Ultimately, it’s that cost-shifting that explains why energy economists like Davis and Serverin Borenstein hate California’s new solar rooftop mandate so much.
But this cost-shifting doesn’t have to happen — it’s due specifically to electricity rate policies. And in that respect, Hawaii tells a different and more promising story. Ultimately, I believe that state’s rooftop solar policies are where California is headed soon.
In Hawaii, utilities stopped offering full retail credit for surplus rooftop solar back in 2015. Instead, they essentially pay solar customers the wholesale rate for their surplus. As a result, utilities aren’t losing what would be $.14/kWh in California for each retail credit they give. So no cost-shifting happens.

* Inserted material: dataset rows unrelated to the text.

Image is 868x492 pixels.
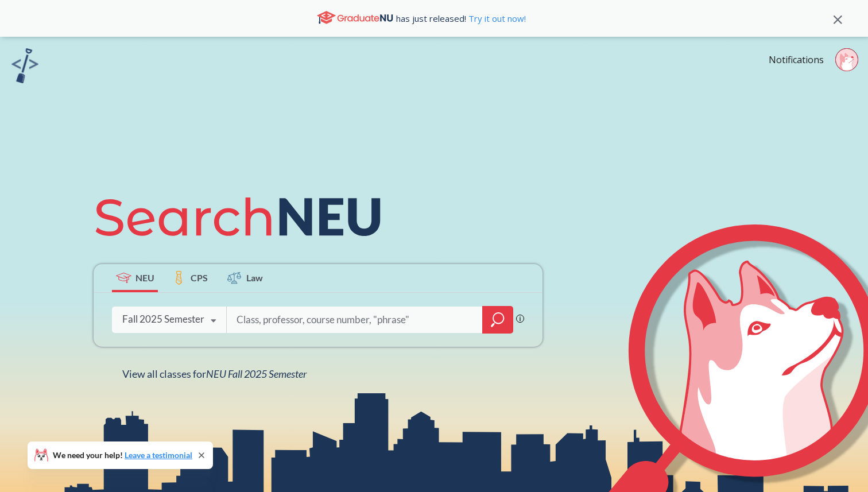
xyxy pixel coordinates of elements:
a: Try it out now! [466,13,526,24]
a: Leave a testimonial [125,450,192,460]
span: has just released! [396,12,526,25]
svg: magnifying glass [491,312,505,328]
a: Notifications [769,53,823,66]
div: magnifying glass [482,306,513,334]
span: Law [246,271,263,284]
span: NEU [135,271,154,284]
a: sandbox logo [11,48,38,86]
span: We need your help! [53,452,192,459]
span: View all classes for [123,367,307,380]
span: CPS [191,271,208,284]
img: sandbox logo [11,48,38,83]
div: Fall 2025 Semester [123,313,204,325]
span: NEU Fall 2025 Semester [206,367,307,380]
input: Class, professor, course number, "phrase" [235,308,474,332]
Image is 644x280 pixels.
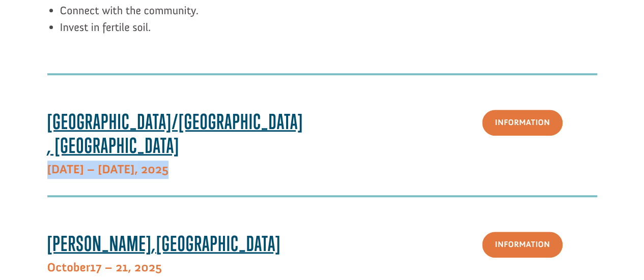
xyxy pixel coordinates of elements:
span: [GEOGRAPHIC_DATA] , [GEOGRAPHIC_DATA] [27,41,140,48]
span: [GEOGRAPHIC_DATA]/[GEOGRAPHIC_DATA], [GEOGRAPHIC_DATA] [47,109,304,158]
span: , 2025 [134,162,168,177]
span: 17 – 21, 2025 [90,260,162,275]
b: [PERSON_NAME], [47,231,156,256]
span: Invest in fertile soil. [60,20,151,34]
div: Builders International- [GEOGRAPHIC_DATA] Vision Trip-personal reimburs donated $526 [18,10,140,31]
img: US.png [18,41,25,48]
span: Connect with the community. [60,4,198,17]
strong: October [47,260,162,275]
button: Donate [144,20,189,38]
span: [GEOGRAPHIC_DATA] [47,231,281,256]
a: Information [482,232,562,258]
strong: [DATE] – [DATE] [47,162,169,177]
a: Information [482,110,562,136]
div: to [18,31,140,38]
strong: Project Shovel Ready [24,31,84,38]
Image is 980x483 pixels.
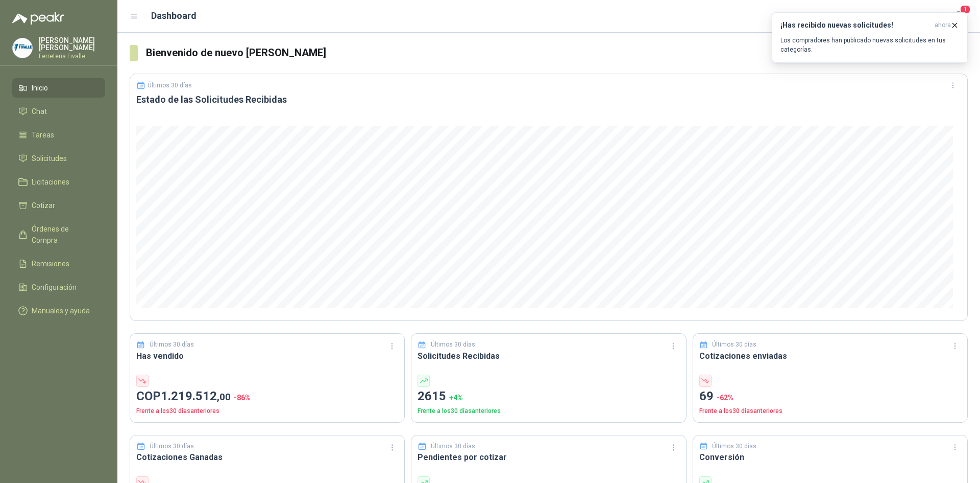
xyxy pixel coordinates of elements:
[150,340,194,350] p: Últimos 30 días
[151,9,196,23] h1: Dashboard
[700,406,961,416] p: Frente a los 30 días anteriores
[136,350,399,362] h3: Has vendido
[12,196,105,215] a: Cotizar
[31,224,95,246] span: Órdenes de Compra
[31,176,70,188] span: Licitaciones
[772,12,968,63] button: ¡Has recibido nuevas solicitudes!ahora Los compradores han publicado nuevas solicitudes en tus ca...
[31,200,55,211] span: Cotizar
[781,21,931,30] h3: ¡Has recibido nuevas solicitudes!
[431,442,475,452] p: Últimos 30 días
[39,53,105,59] p: Ferreteria Fivalle
[935,21,952,30] span: ahora
[949,8,968,26] button: 1
[417,350,680,362] h3: Solicitudes Recibidas
[12,301,105,320] a: Manuales y ayuda
[12,254,105,274] a: Remisiones
[161,389,231,404] span: 1.219.512
[700,387,961,406] p: 69
[417,387,680,406] p: 2615
[12,78,105,98] a: Inicio
[217,391,231,403] span: ,00
[31,305,90,316] span: Manuales y ayuda
[31,129,54,140] span: Tareas
[31,153,67,164] span: Solicitudes
[12,278,105,297] a: Configuración
[136,94,961,106] h3: Estado de las Solicitudes Recibidas
[450,394,463,402] span: + 4 %
[700,350,961,362] h3: Cotizaciones enviadas
[146,45,968,61] h3: Bienvenido de nuevo [PERSON_NAME]
[12,125,105,145] a: Tareas
[713,442,757,452] p: Últimos 30 días
[417,451,680,464] h3: Pendientes por cotizar
[960,4,971,14] span: 1
[136,406,399,416] p: Frente a los 30 días anteriores
[700,451,961,464] h3: Conversión
[150,442,194,452] p: Últimos 30 días
[417,406,680,416] p: Frente a los 30 días anteriores
[31,82,48,94] span: Inicio
[12,219,105,250] a: Órdenes de Compra
[13,38,32,58] img: Company Logo
[148,82,192,89] p: Últimos 30 días
[717,394,734,402] span: -62 %
[12,172,105,192] a: Licitaciones
[12,148,105,168] a: Solicitudes
[136,387,399,406] p: COP
[431,340,475,350] p: Últimos 30 días
[781,36,959,54] p: Los compradores han publicado nuevas solicitudes en tus categorías.
[12,12,64,25] img: Logo peakr
[713,340,757,350] p: Últimos 30 días
[12,102,105,122] a: Chat
[39,37,105,51] p: [PERSON_NAME] [PERSON_NAME]
[31,258,70,269] span: Remisiones
[234,394,251,402] span: -86 %
[31,106,47,117] span: Chat
[136,451,399,464] h3: Cotizaciones Ganadas
[31,281,76,292] span: Configuración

And the impact on the ground for Hawaii rooftop solar customers? Homeowners are still ordering solar panels, but now home battery installations are starting to take off, too, as this state government chart from Utility Dive shows:
To be sure, it’s still relatively early days of the policy and the on-the-ground response. But given plunging battery prices, as well as cheaper solar installations, this solar-plus-battery technology solution seems like a great way to address complaints about cost-shifting and ratepayer subsidies. It also points to a path forward for the rest of the country, with a future of rooftop solar on most homes — and batteries in every basement or garage.
The upside is more clean technology deployed, a bigger market to bring down costs further on solar and home energy storage, reduced greenhouse gas emissions, and improved grid resilience in the case of extreme weather or other disasters. Not a bad deal all around, and one California will probably eventually see as well, as its rooftop solar policies evolve.